Jeremy, as he came to be known, is one of perhaps one in a million garden snails that coil in the opposite direction, to the left or anticlockwise, as opposed to all other garden snails. Why are anticlockwise coiling snails such as Jeremy so rare, and is he/she different because of a mutation in the same formin gene? To begin to understand the inheritance of lefties, we needed to find a mate for Jeremy. Easy? No. The problem is that rare lefties such as Jeremy are not like other snails. Without being too explicit, when right and left coiling snails try to mate, their reproductive organs are in the wrong position and so they just can’t get it together. Lefties are generally destined to live a life unrequited, and so any ‘lefty’ genes that make them special are not passed on.

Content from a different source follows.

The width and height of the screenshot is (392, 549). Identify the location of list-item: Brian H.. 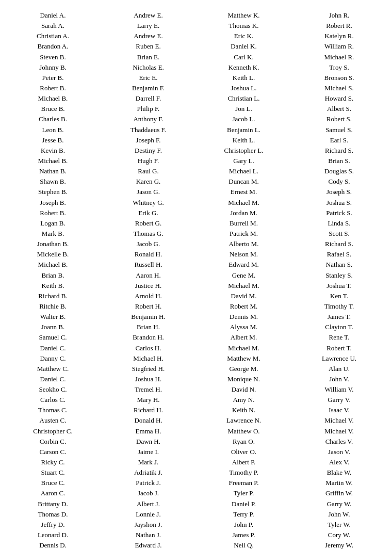
(149, 327).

I tentatively contacted the press office, hoping to get some publicity so that we could get the general public to help us find another rare lefty snail. The response was almost immediate – before the end of the day, we had a plan in place and an agreement from the Radio 4 Today programme for an interview. Following the interview, which took place live in the studio with Jeremy crawling over John Humphrys’ hand (Nick Robinson: “Don’t squash him”), the story rapidly escalated. Minutes later, the photo that I took the day before was on the front page of the BBC website. I was in demand for newspaper, radio and television articles, conducting 10 interviews in the space of an hour in a BBC booth for regional and international press. I also went into the BBC Nottingham studios to give an interview for East Midlands Today, and also featured on a several comedy shows, going back to London to film No Such Thing As The News, and finally ending the week with a mention on Have I Got News For You. Not something I expected to happen in the preceding week, but I hope that we communicated some science (including issues such frequency-dependent selection and inbreeding), raised the profile of the University of Nottingham, and got the message out about finding a mate for Jeremy.
Perhaps the most interesting part of this whole experience has been to contrast the impact of the press release that we put out in March with the recent quest to find a mate for our ‘lonely lefty’. Both centre on similar science – that the same set of genes contribute to snail and human asymmetry – but I think that the addition of Jeremy created an easy hook for journalists, so that it was no longer a plain “scientist finds gene” story. Almost without exception, the press were very good to highlight the deeper story, that body asymmetry may be conserved between snails and humans (saying to me “yes, of course, that is what really matters here”). But, of course, the irony is that they weren’t at all interested back in March when it was just about body asymmetry … they needed Jeremy to draw the audience in.
Have we found a mate for Jeremy? Not yet – but snails are long lived and we hope that the continuing publicity will eventually lead us to find a mate, and perhaps do some real science.
I was in the anthropology museum in Cambridge yesterday and started to chat with one of the attendants about a fascinating Maori sculpture. He explained that some of the sculptures (symbolising story tellers, if I understood him correctly!) have one tongue but this one we were looking at had two. It did not symbolise ‘a forked tongue’, but one tongue telling the facts or truth of a story and the other tongue making it interesting, worth listening to. I was fascinated by that and said that this might also be a sort of parable for science communication. The problem is of course to get the two tongues ‘just right’ and avoid falling into the ‘forked tongue’ trap, which is really difficult. But in the case of Jeremy, the story telling and fact telling turned out right in the end!!